English Words: J
4,872 words · Page 71 of 98
A descendant of the biblical patriarch Joseph and the two half tribes which descended from his sons Ephraim (Ephraimites) and Manasseh (Manassites).
A marriage in which the couple do not have sexual relations with each other, often (but not necessarily) for religious reasons. Such marriages are not considered sham marriages as long as there is true partnership and a common household.
The zero-voltage current of paired electrons through a weak connection between superconductors.
A weak insulating barrier between two superconductors, used as an ultrafast switch.

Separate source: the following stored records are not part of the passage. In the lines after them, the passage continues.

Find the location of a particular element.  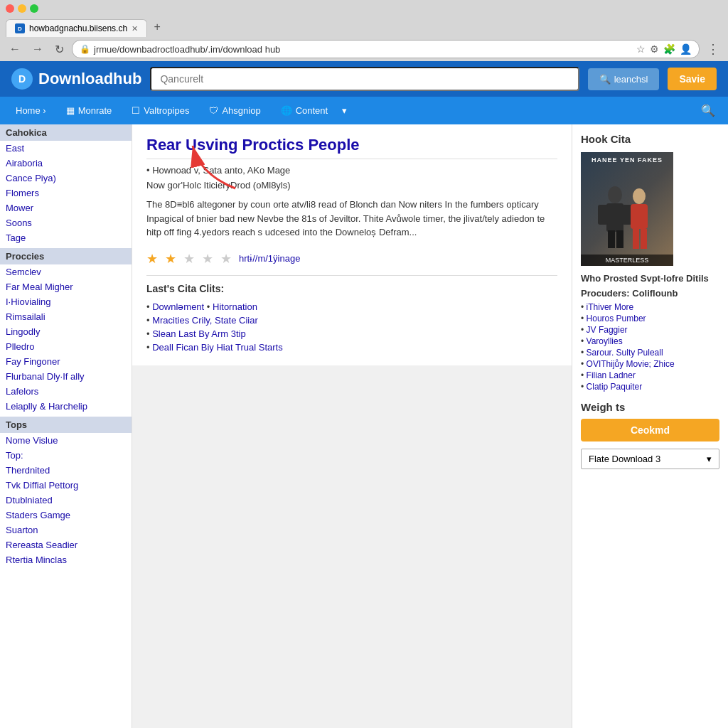

sidebar-item-cance-piya: Cance Piya) is located at coordinates (65, 178).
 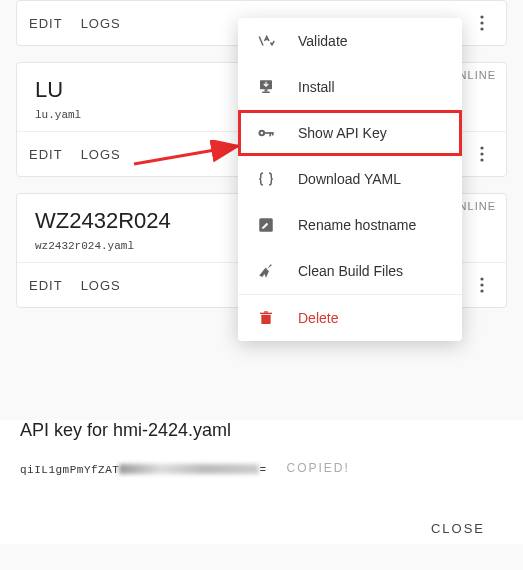 I want to click on api-key-redacted, so click(x=189, y=469).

A theoretical problem in which every nth person, counting around a circle of people, is chosen for execution, and this process repeats after the removal of each chosen person, with the last person left being freed. The problem is to select one's position so as to be the last to be chosen.
A tree-like yucca, Yucca brevifolia, of the southwestern United States, with spiky leaves.

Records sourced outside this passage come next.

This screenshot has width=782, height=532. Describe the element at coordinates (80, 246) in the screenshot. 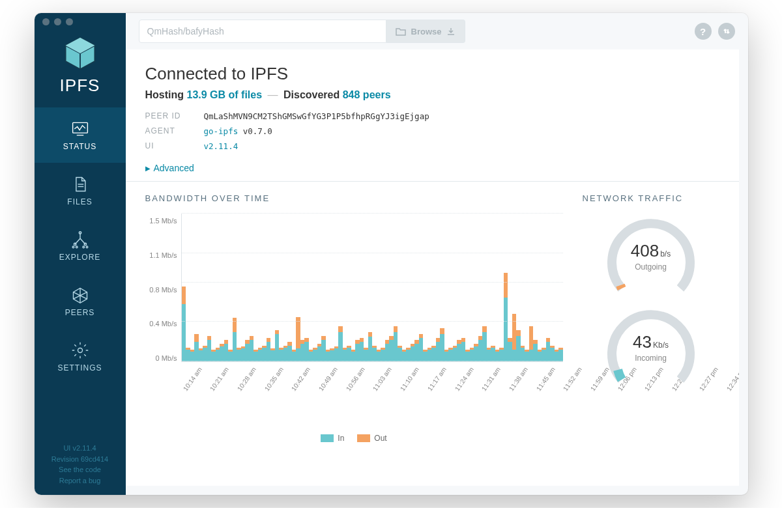

I see `sidebar-nav: STATUS FILES EXPLORE PEERS SETTINGS` at that location.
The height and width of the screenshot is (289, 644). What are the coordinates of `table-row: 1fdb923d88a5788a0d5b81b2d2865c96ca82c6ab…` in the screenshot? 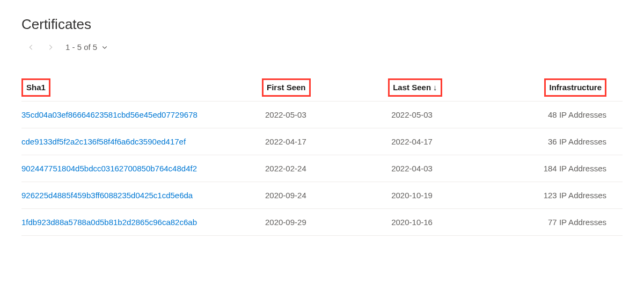 It's located at (322, 222).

A player who romances Josephine Montilyet during a playthrough of Dragon Age: Inquisition.
A sheet of paper or other papercraft item used as a burnt offering in traditional Chinese veneration of the dead.
A stick of incense, especially (Taoism, Buddhism, etc.) those burned as an offering before a Chinese shrine.
A fruit made by crossing several members of the Ribes genus, including blackcurrant and gooseberry.
Spelling & Dictionary Insight
The English alphabetical index for the letter J contains 4,872 headwords drawn from our Wiktionary-derived dictionary table. At 50 entries per page the browse splits into 98 pages, and you are currently viewing page 71. Every row above is a dictionary-backed entry with a canonical slug, and each links through to a full definition page with pronunciation, senses, etymology, and related-word data where available.
On this page 50 of 50 entries carry a part-of-speech tag and 50 carry at least one stored definition. Coverage varies across letters because Wiktionary volunteers build entries at different speeds for different parts of the alphabet, letters with common starting sounds (S, C, T, P) usually have the densest coverage, while less frequent starters (X, Q, Z) tend to have shorter but more specialised lists. PlainSpell surfaces whatever data is present and links back to the source when a definition is not yet recorded.
For readers using this index as a spelling reference, the guarantee is that every form you see on the list is a documented English headword, not a guess, not a derived inflection lacking a lemma row. If a word you expected to find is absent from the "J" list, it usually means the form exists only as an inflection of another lemma (e.g. a past participle stored under the infinitive) or the entry has not yet been imported from Wiktionary. Use the search bar or the misspelling lookup to resolve these cases.